Abstract

SMALL, discrete masses of argyrophilic particles, with a mean diameter of 50–60µ, were first seen in the cerebral cortex by Blocq and Marinesco1 and named “senile plaques” by Simchowicz2, who discovered large numbers of these lesions in cases of senile dementia. Since they may be present in the normal old person3 and no close relationship between intensity of plaque formation and clinical changes was found by some workers4, their relevance for senile dementia—the extreme form of intellectual decay of old age—has often been called into question. More recently Corsellis5 has demonstrated a reasonably good correlation between clinical diagnosis and neuropathological changes in post-mortem studies of aged mental hospital patients. But the nature and extent of the relationship between plaque formation and mental deterioration in old age remained uncertain. An attempt has been made to shed further light on this problem by enquiries in a series of patients, aged 60 years and more, admitted with psychiatric or physical illness to mental and geriatric hospitals and subsequently studied at post-mortem. The aim was to carry out a quantitative assessment of the severity of dementia in individual subjects during life and to ascertain whether this bore any relationship with mean plaque counts in cerebral grey matter. At this stage of the enquiry cases with gross cerebrovascular lesions were excluded as there was no available technique for making a quantitative estimate of their extent. The degree of dementia was expressed in quantitative form by carrying out the two following assessments.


* [The task]
Transcribe the entries below word for word, beginning at the line with "Give bounding boxes" and stopping after the line with "give me the"; drop all pictures.

• • • • • • •

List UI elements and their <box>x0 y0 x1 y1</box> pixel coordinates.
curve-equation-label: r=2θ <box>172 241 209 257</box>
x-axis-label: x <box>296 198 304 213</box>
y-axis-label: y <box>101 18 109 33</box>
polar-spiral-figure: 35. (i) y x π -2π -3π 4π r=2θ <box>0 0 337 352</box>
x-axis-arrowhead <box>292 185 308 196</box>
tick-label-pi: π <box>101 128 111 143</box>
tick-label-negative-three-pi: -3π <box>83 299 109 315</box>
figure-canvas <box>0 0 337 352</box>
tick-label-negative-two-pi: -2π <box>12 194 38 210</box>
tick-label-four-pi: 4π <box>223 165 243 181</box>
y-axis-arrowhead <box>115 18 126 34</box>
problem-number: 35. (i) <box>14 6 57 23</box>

• • • • • • •

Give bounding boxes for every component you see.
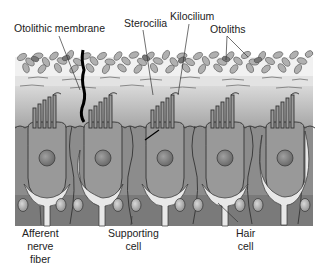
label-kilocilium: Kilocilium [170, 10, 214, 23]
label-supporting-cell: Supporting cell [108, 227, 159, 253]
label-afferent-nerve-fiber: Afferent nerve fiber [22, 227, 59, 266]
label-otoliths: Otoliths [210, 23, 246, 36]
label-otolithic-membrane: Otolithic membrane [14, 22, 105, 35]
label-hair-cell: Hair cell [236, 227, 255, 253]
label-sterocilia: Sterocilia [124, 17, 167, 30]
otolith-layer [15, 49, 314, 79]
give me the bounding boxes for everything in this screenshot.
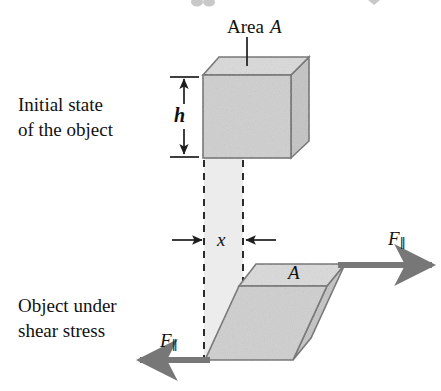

• • • • • • •

* [Response to this exercise]
Give bounding boxes for every component you see.
label-kilocilium: Kilocilium [170, 10, 214, 23]
label-supporting-cell: Supporting cell [108, 227, 159, 253]
label-afferent-nerve-fiber: Afferent nerve fiber [22, 227, 59, 266]
label-otoliths: Otoliths [210, 23, 246, 36]
label-otolithic-membrane: Otolithic membrane [14, 22, 105, 35]
label-hair-cell: Hair cell [236, 227, 255, 253]
label-sterocilia: Sterocilia [124, 17, 167, 30]
otolith-layer [15, 49, 314, 79]
give me the bounding boxes for everything in this screenshot.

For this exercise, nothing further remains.